Why Credit to Degree exists
The site is built around a simple idea: the fastest or cheapest degree-completion path is not always the school that accepts the most credits. What matters is how your credits apply to a specific degree program.
Credit to Degree was created by a higher-education professional with more than 20 years of experience in undergraduate education, adult learners, transfer credit, curriculum, and degree-completion pathways.
Credit to Degree is an independent project. It is not affiliated with, endorsed by, or operated by any college or university.
What Credit to Degree helps with
Credit to Degree focuses on practical questions adults often face when returning to college, including:
how many credits you already have
which credits may apply to a bachelor’s degree
how transfer-credit evaluations work
how much general education, major, upper-division, residency, or capstone work may remain
whether a one-year degree-completion path is realistic
how to compare flexible online degree-completion options
What the finder does
The Credit to Degree Finder is a free starting-point tool. It asks a few questions about your prior credits, timeline, budget, and preferences, then points you toward degree-completion topics and options worth researching further.
The finder is meant to help you organize your next steps. It is not an admissions tool, an official school recommendation, or a transfer-credit evaluation.
What the site does not do
Credit to Degree does not decide whether your credits will transfer.
Only a college or university can make an official decision about:
whether your credits are accepted
whether they apply to your chosen degree
which requirements they satisfy
how many courses or credits you still need
how long your degree will take to finish
Before enrolling anywhere, you should ask each school for a written transfer-credit evaluation or degree plan.
Editorial approach
Credit to Degree is written for adults with prior college credit who want clear, practical explanations without admissions jargon.
Articles are designed to:
explain degree-completion concepts in plain language
distinguish accepted credits from applied credits
avoid promising unrealistic timelines
encourage students to verify details directly with schools
link to official school or policy sources when discussing specific institutions
The site may discuss colleges, universities, or credit providers, but the goal is to help readers ask better questions before choosing a program.
Independence and compensation
Credit to Degree is currently an independent informational project. Schools do not pay to be included, ranked, or recommended on the site.
If that changes in the future, Credit to Degree will clearly disclose any paid relationships, sponsorships, referral arrangements, or affiliate compensation.
Why Credit to Degree exists
The site is built around a simple idea: the fastest or cheapest degree-completion path is not always the school that accepts the most credits. What matters is how your credits apply to a specific degree program.
Credit to Degree was created by a higher-education professional with more than 20 years of experience in undergraduate education, adult learners, transfer credit, curriculum, and degree-completion pathways.
Credit to Degree is an independent project. It is not affiliated with, endorsed by, or operated by any college or university.
What Credit to Degree helps with
Credit to Degree focuses on practical questions adults often face when returning to college, including:
how many credits you already have
which credits may apply to a bachelor’s degree
how transfer-credit evaluations work
how much general education, major, upper-division, residency, or capstone work may remain
whether a one-year degree-completion path is realistic
how to compare flexible online degree-completion options
What the finder does
The Credit to Degree Finder is a free starting-point tool. It asks a few questions about your prior credits, timeline, budget, and preferences, then points you toward degree-completion topics and options worth researching further.
The finder is meant to help you organize your next steps. It is not an admissions tool, an official school recommendation, or a transfer-credit evaluation.
What the site does not do
Credit to Degree does not decide whether your credits will transfer.
Only a college or university can make an official decision about:
whether your credits are accepted
whether they apply to your chosen degree
which requirements they satisfy
how many courses or credits you still need
how long your degree will take to finish
Before enrolling anywhere, you should ask each school for a written transfer-credit evaluation or degree plan.
Editorial approach
Credit to Degree is written for adults with prior college credit who want clear, practical explanations without admissions jargon.
Articles are designed to:
explain degree-completion concepts in plain language
distinguish accepted credits from applied credits
avoid promising unrealistic timelines
encourage students to verify details directly with schools
link to official school or policy sources when discussing specific institutions
The site may discuss colleges, universities, or credit providers, but the goal is to help readers ask better questions before choosing a program.
Independence and compensation
Credit to Degree is currently an independent informational project. Schools do not pay to be included, ranked, or recommended on the site.
If that changes in the future, Credit to Degree will clearly disclose any paid relationships, sponsorships, referral arrangements, or affiliate compensation.
Important note
Important note
Credit to Degree can help you understand your options, but it cannot replace official guidance from a college or university.
If you are making an enrollment decision, ask the school to show you exactly how your credits would apply to your intended degree before you commit.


**Task objective**
All entries are to be transcribed verbatim, but images are not carried over.

(Dataset rows about figures)
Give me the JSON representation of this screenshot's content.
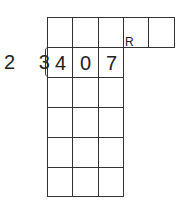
{
  "division": {
    "divisor": "2 3",
    "dividend_digits": [
      "4",
      "0",
      "7"
    ],
    "remainder_label": "R"
  },
  "grid": {
    "columns": 3,
    "rows": 6,
    "remainder_boxes": 2
  }
}
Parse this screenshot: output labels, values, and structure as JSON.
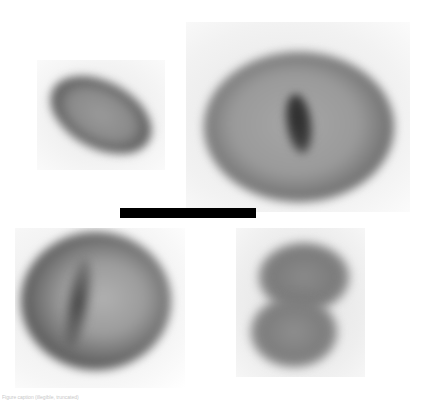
{
  "figure": {
    "panels": [
      {
        "id": "top-left",
        "label": "Elliptical grain with dark rim",
        "x": 37,
        "y": 60,
        "w": 128,
        "h": 110
      },
      {
        "id": "top-right",
        "label": "Large round grain with central dark furrow",
        "x": 186,
        "y": 22,
        "w": 224,
        "h": 190
      },
      {
        "id": "bottom-left",
        "label": "Round grain with dark ring and fold",
        "x": 15,
        "y": 228,
        "w": 170,
        "h": 160
      },
      {
        "id": "bottom-right",
        "label": "Bilobed grain",
        "x": 236,
        "y": 228,
        "w": 129,
        "h": 149
      }
    ],
    "scale_bar": {
      "x": 120,
      "y": 208,
      "w": 136,
      "h": 10,
      "color": "#000000"
    },
    "caption": "Figure caption (illegible, truncated)"
  },
  "colors": {
    "background": "#ffffff",
    "panel_bg": "#eeeeee",
    "cell_mid": "#8a8a8a",
    "cell_dark": "#3a3a3a"
  }
}
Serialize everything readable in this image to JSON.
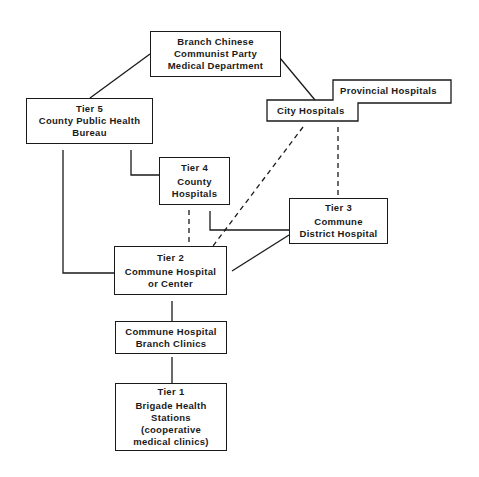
{
  "diagram": {
    "type": "organizational-hierarchy",
    "nodes": {
      "party": {
        "lines": [
          "Branch Chinese",
          "Communist Party",
          "Medical Department"
        ]
      },
      "tier5": {
        "tier": "Tier 5",
        "lines": [
          "County Public Health",
          "Bureau"
        ]
      },
      "city": {
        "label": "City Hospitals"
      },
      "provincial": {
        "label": "Provincial Hospitals"
      },
      "tier4": {
        "tier": "Tier 4",
        "lines": [
          "County",
          "Hospitals"
        ]
      },
      "tier3": {
        "tier": "Tier 3",
        "lines": [
          "Commune",
          "District Hospital"
        ]
      },
      "tier2": {
        "tier": "Tier 2",
        "lines": [
          "Commune Hospital",
          "or Center"
        ]
      },
      "branch": {
        "lines": [
          "Commune Hospital",
          "Branch Clinics"
        ]
      },
      "tier1": {
        "tier": "Tier 1",
        "lines": [
          "Brigade Health",
          "Stations",
          "(cooperative",
          "medical clinics)"
        ]
      }
    },
    "edges": [
      {
        "from": "party",
        "to": "tier5",
        "style": "solid"
      },
      {
        "from": "party",
        "to": "city",
        "style": "solid"
      },
      {
        "from": "tier5",
        "to": "tier2",
        "style": "solid"
      },
      {
        "from": "tier5",
        "to": "tier4",
        "style": "solid"
      },
      {
        "from": "tier4",
        "to": "tier2",
        "style": "dashed"
      },
      {
        "from": "tier4",
        "to": "tier3",
        "style": "solid"
      },
      {
        "from": "city",
        "to": "tier2",
        "style": "dashed"
      },
      {
        "from": "city",
        "to": "tier3",
        "style": "dashed"
      },
      {
        "from": "tier3",
        "to": "tier2",
        "style": "solid"
      },
      {
        "from": "tier2",
        "to": "branch",
        "style": "solid"
      },
      {
        "from": "branch",
        "to": "tier1",
        "style": "solid"
      }
    ],
    "colors": {
      "ink": "#1a1a1a",
      "background": "#ffffff"
    }
  }
}
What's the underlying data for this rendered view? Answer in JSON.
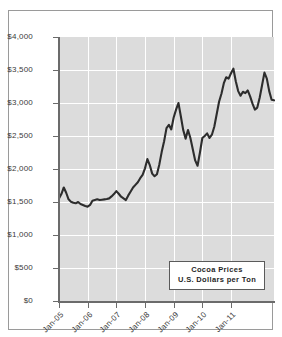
{
  "legend": {
    "line1": "Cocoa Prices",
    "line2": "U.S. Dollars per Ton"
  },
  "axis": {
    "y_ticks": [
      "$0",
      "$500",
      "$1,000",
      "$1,500",
      "$2,000",
      "$2,500",
      "$3,000",
      "$3,500",
      "$4,000"
    ],
    "x_ticks": [
      "Jan-05",
      "Jan-06",
      "Jan-07",
      "Jan-08",
      "Jan-09",
      "Jan-10",
      "Jan-11"
    ]
  },
  "colors": {
    "plot_background": "#dcdcdc",
    "gridline": "#ffffff",
    "axis": "#6b6b6b",
    "series": "#2d2d2d",
    "frame": "#9a9a9a",
    "page_background": "#ffffff"
  },
  "chart_data": {
    "type": "line",
    "title": "Cocoa Prices",
    "subtitle": "U.S. Dollars per Ton",
    "xlabel": "",
    "ylabel": "",
    "ylim": [
      0,
      4000
    ],
    "ytick_step": 500,
    "grid": true,
    "legend_position": "inside-bottom-center",
    "x_axis_type": "monthly",
    "x_start": "Jan-05",
    "x_end": "Jul-11",
    "x_tick_labels": [
      "Jan-05",
      "Jan-06",
      "Jan-07",
      "Jan-08",
      "Jan-09",
      "Jan-10",
      "Jan-11"
    ],
    "x_tick_indices": [
      0,
      12,
      24,
      36,
      48,
      60,
      72
    ],
    "series": [
      {
        "name": "Cocoa Prices (USD per Ton)",
        "values": [
          1555,
          1620,
          1720,
          1640,
          1540,
          1505,
          1490,
          1480,
          1500,
          1470,
          1455,
          1440,
          1430,
          1455,
          1520,
          1530,
          1540,
          1530,
          1535,
          1540,
          1545,
          1555,
          1585,
          1620,
          1665,
          1625,
          1580,
          1555,
          1530,
          1600,
          1660,
          1720,
          1760,
          1800,
          1860,
          1910,
          2010,
          2150,
          2060,
          1930,
          1890,
          1920,
          2070,
          2260,
          2420,
          2620,
          2670,
          2600,
          2780,
          2900,
          3000,
          2800,
          2590,
          2460,
          2590,
          2470,
          2300,
          2130,
          2050,
          2250,
          2470,
          2500,
          2540,
          2470,
          2520,
          2640,
          2830,
          3020,
          3140,
          3300,
          3390,
          3370,
          3450,
          3520,
          3330,
          3180,
          3110,
          3170,
          3150,
          3190,
          3100,
          2990,
          2900,
          2930,
          3080,
          3270,
          3460,
          3370,
          3180,
          3050,
          3040
        ]
      }
    ],
    "annotations": [
      {
        "label": "start value",
        "x": "Jan-05",
        "y": 1555
      },
      {
        "label": "early peak",
        "x": "Mar-05",
        "y": 1720
      },
      {
        "label": "low",
        "x": "Jan-06",
        "y": 1430
      },
      {
        "label": "mid-2008 peak",
        "x": "Jul-08",
        "y": 3000
      },
      {
        "label": "late-2008 trough",
        "x": "Dec-08",
        "y": 2050
      },
      {
        "label": "2010 peak",
        "x": "Feb-10",
        "y": 3520
      },
      {
        "label": "2011 peak",
        "x": "Mar-11",
        "y": 3460
      },
      {
        "label": "end value",
        "x": "Jul-11",
        "y": 3040
      }
    ]
  }
}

**Task output**
Give me the JSON representation of this screenshot's content.
{
  "division": {
    "divisor": "2 3",
    "dividend_digits": [
      "4",
      "0",
      "7"
    ],
    "remainder_label": "R"
  },
  "grid": {
    "columns": 3,
    "rows": 6,
    "remainder_boxes": 2
  }
}
Parse this screenshot: output labels, values, and structure as JSON.
{
  "figure": {
    "panels": [
      {
        "id": "top-left",
        "label": "Elliptical grain with dark rim",
        "x": 37,
        "y": 60,
        "w": 128,
        "h": 110
      },
      {
        "id": "top-right",
        "label": "Large round grain with central dark furrow",
        "x": 186,
        "y": 22,
        "w": 224,
        "h": 190
      },
      {
        "id": "bottom-left",
        "label": "Round grain with dark ring and fold",
        "x": 15,
        "y": 228,
        "w": 170,
        "h": 160
      },
      {
        "id": "bottom-right",
        "label": "Bilobed grain",
        "x": 236,
        "y": 228,
        "w": 129,
        "h": 149
      }
    ],
    "scale_bar": {
      "x": 120,
      "y": 208,
      "w": 136,
      "h": 10,
      "color": "#000000"
    },
    "caption": "Figure caption (illegible, truncated)"
  },
  "colors": {
    "background": "#ffffff",
    "panel_bg": "#eeeeee",
    "cell_mid": "#8a8a8a",
    "cell_dark": "#3a3a3a"
  }
}
Serialize everything readable in this image to JSON.
{
  "diagram": {
    "type": "organizational-hierarchy",
    "nodes": {
      "party": {
        "lines": [
          "Branch Chinese",
          "Communist Party",
          "Medical Department"
        ]
      },
      "tier5": {
        "tier": "Tier 5",
        "lines": [
          "County Public Health",
          "Bureau"
        ]
      },
      "city": {
        "label": "City Hospitals"
      },
      "provincial": {
        "label": "Provincial Hospitals"
      },
      "tier4": {
        "tier": "Tier 4",
        "lines": [
          "County",
          "Hospitals"
        ]
      },
      "tier3": {
        "tier": "Tier 3",
        "lines": [
          "Commune",
          "District Hospital"
        ]
      },
      "tier2": {
        "tier": "Tier 2",
        "lines": [
          "Commune Hospital",
          "or Center"
        ]
      },
      "branch": {
        "lines": [
          "Commune Hospital",
          "Branch Clinics"
        ]
      },
      "tier1": {
        "tier": "Tier 1",
        "lines": [
          "Brigade Health",
          "Stations",
          "(cooperative",
          "medical clinics)"
        ]
      }
    },
    "edges": [
      {
        "from": "party",
        "to": "tier5",
        "style": "solid"
      },
      {
        "from": "party",
        "to": "city",
        "style": "solid"
      },
      {
        "from": "tier5",
        "to": "tier2",
        "style": "solid"
      },
      {
        "from": "tier5",
        "to": "tier4",
        "style": "solid"
      },
      {
        "from": "tier4",
        "to": "tier2",
        "style": "dashed"
      },
      {
        "from": "tier4",
        "to": "tier3",
        "style": "solid"
      },
      {
        "from": "city",
        "to": "tier2",
        "style": "dashed"
      },
      {
        "from": "city",
        "to": "tier3",
        "style": "dashed"
      },
      {
        "from": "tier3",
        "to": "tier2",
        "style": "solid"
      },
      {
        "from": "tier2",
        "to": "branch",
        "style": "solid"
      },
      {
        "from": "branch",
        "to": "tier1",
        "style": "solid"
      }
    ],
    "colors": {
      "ink": "#1a1a1a",
      "background": "#ffffff"
    }
  }
}
What's the underlying data for this rendered view? Answer in JSON.
{
  "legend": {
    "line1": "Cocoa Prices",
    "line2": "U.S. Dollars per Ton"
  },
  "axis": {
    "y_ticks": [
      "$0",
      "$500",
      "$1,000",
      "$1,500",
      "$2,000",
      "$2,500",
      "$3,000",
      "$3,500",
      "$4,000"
    ],
    "x_ticks": [
      "Jan-05",
      "Jan-06",
      "Jan-07",
      "Jan-08",
      "Jan-09",
      "Jan-10",
      "Jan-11"
    ]
  },
  "colors": {
    "plot_background": "#dcdcdc",
    "gridline": "#ffffff",
    "axis": "#6b6b6b",
    "series": "#2d2d2d",
    "frame": "#9a9a9a",
    "page_background": "#ffffff"
  },
  "chart_data": {
    "type": "line",
    "title": "Cocoa Prices",
    "subtitle": "U.S. Dollars per Ton",
    "xlabel": "",
    "ylabel": "",
    "ylim": [
      0,
      4000
    ],
    "ytick_step": 500,
    "grid": true,
    "legend_position": "inside-bottom-center",
    "x_axis_type": "monthly",
    "x_start": "Jan-05",
    "x_end": "Jul-11",
    "x_tick_labels": [
      "Jan-05",
      "Jan-06",
      "Jan-07",
      "Jan-08",
      "Jan-09",
      "Jan-10",
      "Jan-11"
    ],
    "x_tick_indices": [
      0,
      12,
      24,
      36,
      48,
      60,
      72
    ],
    "series": [
      {
        "name": "Cocoa Prices (USD per Ton)",
        "values": [
          1555,
          1620,
          1720,
          1640,
          1540,
          1505,
          1490,
          1480,
          1500,
          1470,
          1455,
          1440,
          1430,
          1455,
          1520,
          1530,
          1540,
          1530,
          1535,
          1540,
          1545,
          1555,
          1585,
          1620,
          1665,
          1625,
          1580,
          1555,
          1530,
          1600,
          1660,
          1720,
          1760,
          1800,
          1860,
          1910,
          2010,
          2150,
          2060,
          1930,
          1890,
          1920,
          2070,
          2260,
          2420,
          2620,
          2670,
          2600,
          2780,
          2900,
          3000,
          2800,
          2590,
          2460,
          2590,
          2470,
          2300,
          2130,
          2050,
          2250,
          2470,
          2500,
          2540,
          2470,
          2520,
          2640,
          2830,
          3020,
          3140,
          3300,
          3390,
          3370,
          3450,
          3520,
          3330,
          3180,
          3110,
          3170,
          3150,
          3190,
          3100,
          2990,
          2900,
          2930,
          3080,
          3270,
          3460,
          3370,
          3180,
          3050,
          3040
        ]
      }
    ],
    "annotations": [
      {
        "label": "start value",
        "x": "Jan-05",
        "y": 1555
      },
      {
        "label": "early peak",
        "x": "Mar-05",
        "y": 1720
      },
      {
        "label": "low",
        "x": "Jan-06",
        "y": 1430
      },
      {
        "label": "mid-2008 peak",
        "x": "Jul-08",
        "y": 3000
      },
      {
        "label": "late-2008 trough",
        "x": "Dec-08",
        "y": 2050
      },
      {
        "label": "2010 peak",
        "x": "Feb-10",
        "y": 3520
      },
      {
        "label": "2011 peak",
        "x": "Mar-11",
        "y": 3460
      },
      {
        "label": "end value",
        "x": "Jul-11",
        "y": 3040
      }
    ]
  }
}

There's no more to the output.